Simply relaying information internally checks an HR compliance box. But message saturation means few announcements receive mindshare.
Rethinking communications to emphasize relevance, consolidation, and participation becomes critical.
Connect Through Shared Purpose
All organizations share (or at least claim to) unified missions, visions, and values that define “why we do what we do.”
These present opportunities for anchoring communications around shared purposes rather than isolated business targets.
To leverage this:
- Spotlight purpose in all messaging: Whether launching products or reporting revenue, connect announcements to organizational purpose as the guiding “North Star” to reveal higher meaning.
- Localize relevance by having team leaders translate headlines into implications for each group’s functions specifically.
By consistently tying communications to aspirational purpose and pragmatic relevance, organizational missions evolve from posters on walls to integral parts of operations.
Consolidate Channels
Another obstacle organizations face is fragmented communications flowing across disjointed platforms.
- Corporate newsletters
- Team Slack channels
- Divisional meetings
- Project management platforms
This divides focus and floods inboxes.
Instead, funnel messages into unified streams based on audience and purpose:
- Organization-wide communications: For news relevant across all groups, leverage platforms allowing enterprise-level messaging through options like:
- Corporate mobile appsIntranet social networks
- Digest newsletters
- Team communications: Foster collaboration through team chat apps for group-specific conversations and working updates.

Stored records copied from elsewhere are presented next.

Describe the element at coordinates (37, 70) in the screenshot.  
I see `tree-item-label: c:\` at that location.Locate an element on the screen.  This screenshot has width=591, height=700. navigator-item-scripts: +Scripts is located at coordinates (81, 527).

- Project communications: Via project management tools concentrate conversations, timelines, and tasks by initiative.
Consolidating channels aligns internal groups around central communications hubs for improved signal-to-noise.

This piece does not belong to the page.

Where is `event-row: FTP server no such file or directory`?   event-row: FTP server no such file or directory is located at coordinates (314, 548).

Emphasize Two-Way Participation
Traditional communications flow top-down with minimal input from employees. This overlooks tremendous bottom-up insight from frontline teams.
Participative communications put some messaging control into employees’ hands via options like:
- Crowdsourcing: Invite staff to submit ideas and vote on policies impacting their roles. This provides real-time insights into pain points and preferences.
- Pulse surveys: Quick polls give regular temperature checks on employee needs and attitudes. Response analytics inform better engagement.
- Post-event feedback: Gather event reactions, suggested tweaks and lingering questions while memories remain fresh.
- Ambassador programs: Tap respected voices from cross-functional groups to test messages and gather authentic peer feedback.
- Office hours: Host frequent Q&A sessions for employees to discuss communications topics with leadership.
By encouraging participation through these and similar methods, employees transform from passive message consumers into engaged partners invested in communications they help shape.
Bottom Line
Creating enterprise-wide communications plans feels daunting, especially when juggling corporate, team, and project streams.
But emphasize relevance, consolidate channels, and facilitate two-way participation. This allows for crafting messaging that enlightens, empowers, and engages every employee.